Um texto interessante na Wired: uma entrevista com a autora do livro  Distracted: The Erosion of Attention and the Coming Dark Age, mais um título, imagino, na linha do The Shallows do Nick Carr.

Idéia geral: nossa cibersociedade gerou uma “cultura da interrupção”, onde o contínuo fluxo de informações sob a forma de e-mails, SMS´s, videochamadas etc torna-se a norma, e a capacidade de concentração e de pensamento criativo vão ladeira abaixo.

Sem dúvida, esse tipo de pessimismo ressurge com o advento de qualquer nova tecnologia, e é preciso lembrar que houve gregos ilustres falando contra a escrita.  Mas eu acho que as novas preocupações não são desprovidas de alguma motivação:

Wired.com: Is there an actual scientific basis of attention?

Maggie Jackson: In the last 30 or 40 years, scientists have made inroads into understanding its underlying mechanisms and physiology. Attention is now considered an organ system. It has its own circuitry in the brain, and there are specialized networks carrying out its different forms. Each is very specific and can be traced through neuroimaging and even some genetic research.

The first type of attention is orientation — the flashlight of your mind. It involves the parietal lobe, a brain area related to sensory processing, which works with brain sections related to frontal eye fields. This is what develops in an infants’ brain, allowing them to focus on something new in their environment.

The second type of attention spans the spectrum of response states, from sleepiness to complete alertness. The third type is executive attention: planning, judgment, resolving conflicting information. The heart of this is the anterior cingulate — an ancient, tiny part of the brain that is now at the heart of our higher-order skills. It’s executive attention that lets us move us beyond our impulsive selves, to plan for the future and understand abstraction.

We are programmed to be interrupted. We get an adrenalin jolt when orienting to new stimuli: Our body actually rewards us for paying attention to the new. So in this very fast-paced world, it’s easy and tempting to always react to the new thing. But when we live in a reactive way, we minimize our capacity to pursue goals.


▶ **WORK INSTRUCTION**:
Each entry must be duplicated precisely, with nothing left out.

▶ **Dataset items**:
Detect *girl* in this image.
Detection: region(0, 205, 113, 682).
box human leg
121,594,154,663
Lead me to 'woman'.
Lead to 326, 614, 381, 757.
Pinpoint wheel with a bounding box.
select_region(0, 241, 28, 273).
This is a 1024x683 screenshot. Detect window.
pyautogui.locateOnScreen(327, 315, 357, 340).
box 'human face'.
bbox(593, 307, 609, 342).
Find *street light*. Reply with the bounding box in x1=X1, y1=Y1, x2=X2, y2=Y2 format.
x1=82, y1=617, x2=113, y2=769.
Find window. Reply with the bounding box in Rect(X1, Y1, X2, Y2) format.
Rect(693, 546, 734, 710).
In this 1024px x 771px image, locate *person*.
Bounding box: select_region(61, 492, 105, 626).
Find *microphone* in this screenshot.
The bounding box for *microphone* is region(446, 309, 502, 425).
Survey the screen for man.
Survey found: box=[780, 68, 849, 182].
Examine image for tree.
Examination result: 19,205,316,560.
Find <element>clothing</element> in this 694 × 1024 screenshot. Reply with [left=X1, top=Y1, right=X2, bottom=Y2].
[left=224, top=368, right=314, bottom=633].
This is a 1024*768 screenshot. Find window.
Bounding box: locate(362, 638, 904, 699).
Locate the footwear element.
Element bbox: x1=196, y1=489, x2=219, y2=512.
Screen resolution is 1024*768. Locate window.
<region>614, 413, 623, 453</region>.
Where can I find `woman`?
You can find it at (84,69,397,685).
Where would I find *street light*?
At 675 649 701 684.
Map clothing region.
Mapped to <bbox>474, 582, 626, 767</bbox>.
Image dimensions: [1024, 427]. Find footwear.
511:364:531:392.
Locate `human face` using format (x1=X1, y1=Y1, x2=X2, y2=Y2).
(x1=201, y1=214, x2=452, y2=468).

▶ **EXERCISE SOLUTION**:
Detect *girl* in this image.
Detection: region(0, 205, 113, 682).
box human leg
121,594,154,663
Lead me to 'woman'.
Lead to 326, 614, 381, 757.
Pinpoint wheel with a bounding box.
select_region(0, 241, 28, 273).
This is a 1024x683 screenshot. Detect window.
pyautogui.locateOnScreen(327, 315, 357, 340).
box 'human face'.
bbox(593, 307, 609, 342).
Find *street light*. Reply with the bounding box in x1=X1, y1=Y1, x2=X2, y2=Y2 format.
x1=82, y1=617, x2=113, y2=769.
Find window. Reply with the bounding box in Rect(X1, Y1, X2, Y2) format.
Rect(693, 546, 734, 710).
In this 1024px x 771px image, locate *person*.
Bounding box: select_region(61, 492, 105, 626).
Find *microphone* in this screenshot.
The bounding box for *microphone* is region(446, 309, 502, 425).
Survey the screen for man.
Survey found: box=[780, 68, 849, 182].
Examine image for tree.
Examination result: 19,205,316,560.
Find <element>clothing</element> in this 694 × 1024 screenshot. Reply with [left=X1, top=Y1, right=X2, bottom=Y2].
[left=224, top=368, right=314, bottom=633].
This is a 1024*768 screenshot. Find window.
Bounding box: locate(362, 638, 904, 699).
Locate the footwear element.
Element bbox: x1=196, y1=489, x2=219, y2=512.
Screen resolution is 1024*768. Locate window.
<region>614, 413, 623, 453</region>.
Where can I find `woman`?
You can find it at (84,69,397,685).
Where would I find *street light*?
At 675 649 701 684.
Map clothing region.
Mapped to <bbox>474, 582, 626, 767</bbox>.
Image dimensions: [1024, 427]. Find footwear.
511:364:531:392.
Locate `human face` using format (x1=X1, y1=Y1, x2=X2, y2=Y2).
(x1=201, y1=214, x2=452, y2=468).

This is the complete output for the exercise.